» **HOW TO COMPLETE THIS TASK**
In the records below, find the line containing "The width and height of the screenshot is (798, 532)." and print it and every line after it exactly, through the end. Skip pictures.

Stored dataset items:
<<<<
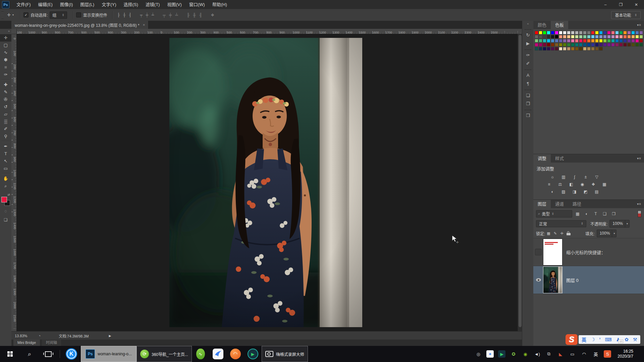 The width and height of the screenshot is (644, 362). I want to click on type-tool: T, so click(6, 154).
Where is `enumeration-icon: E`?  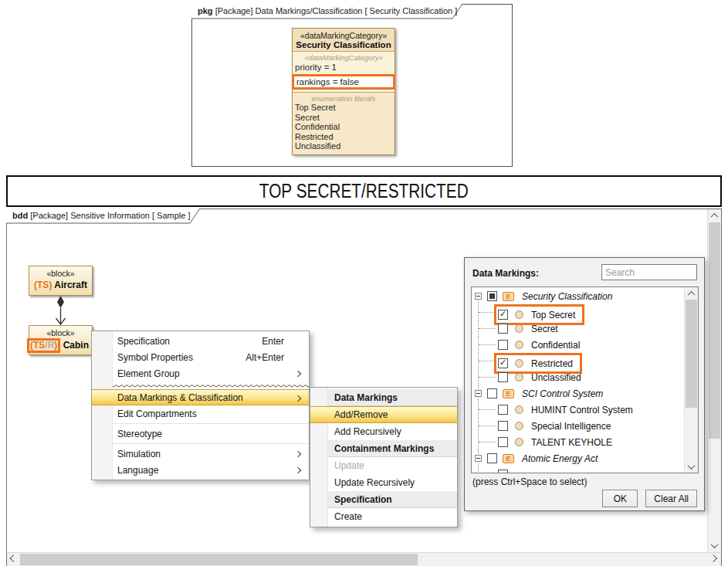 enumeration-icon: E is located at coordinates (508, 297).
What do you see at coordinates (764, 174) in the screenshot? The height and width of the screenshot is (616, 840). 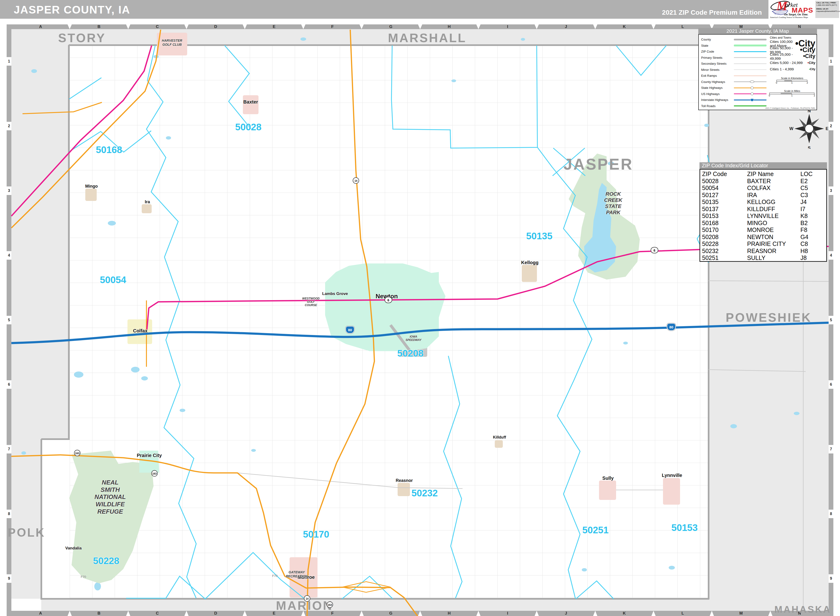 I see `zip-table-header-row: ZIP CodeZIP NameLOC` at bounding box center [764, 174].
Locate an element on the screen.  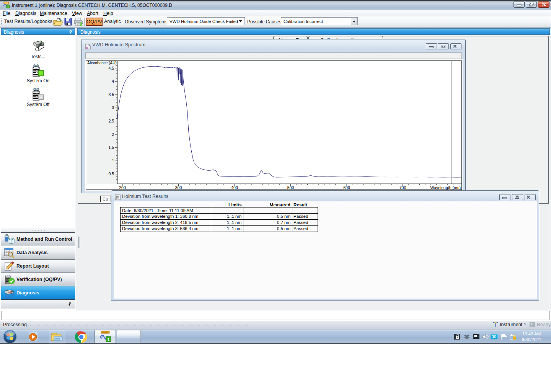
svg-text: 3 is located at coordinates (113, 108).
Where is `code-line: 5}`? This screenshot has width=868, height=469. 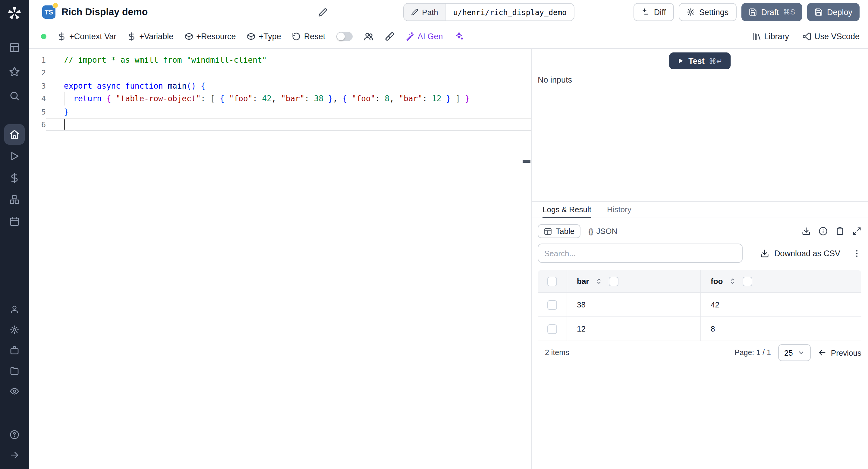
code-line: 5} is located at coordinates (280, 112).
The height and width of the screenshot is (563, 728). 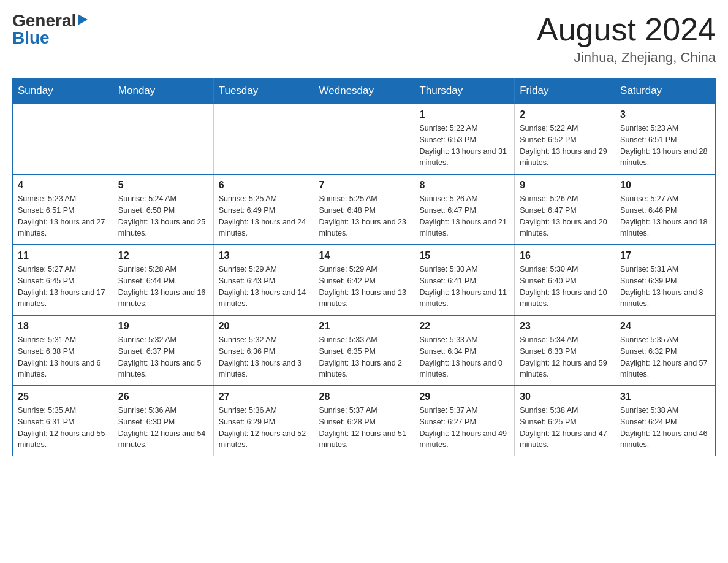 I want to click on day-number: 12, so click(x=163, y=256).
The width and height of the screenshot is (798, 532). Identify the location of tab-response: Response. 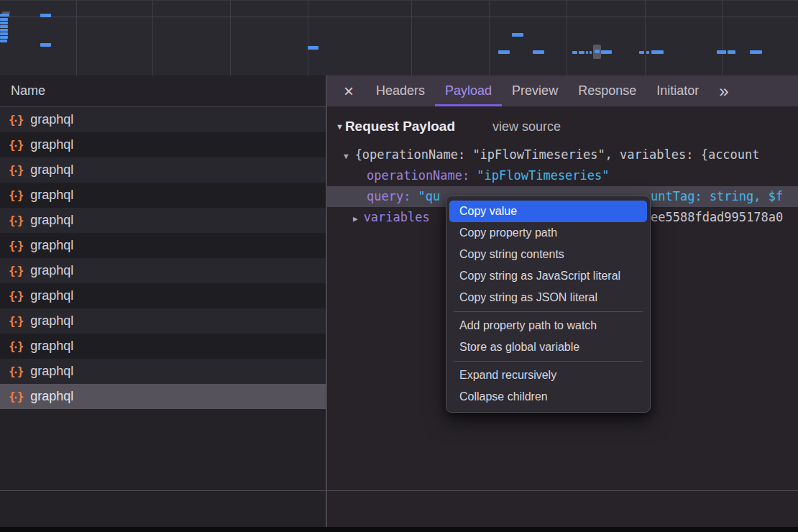
(607, 91).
>>>>
» **ANSWER TO THIS TASK**
The width and height of the screenshot is (798, 532). Identify the location of tab-response: Response. 
(607, 91).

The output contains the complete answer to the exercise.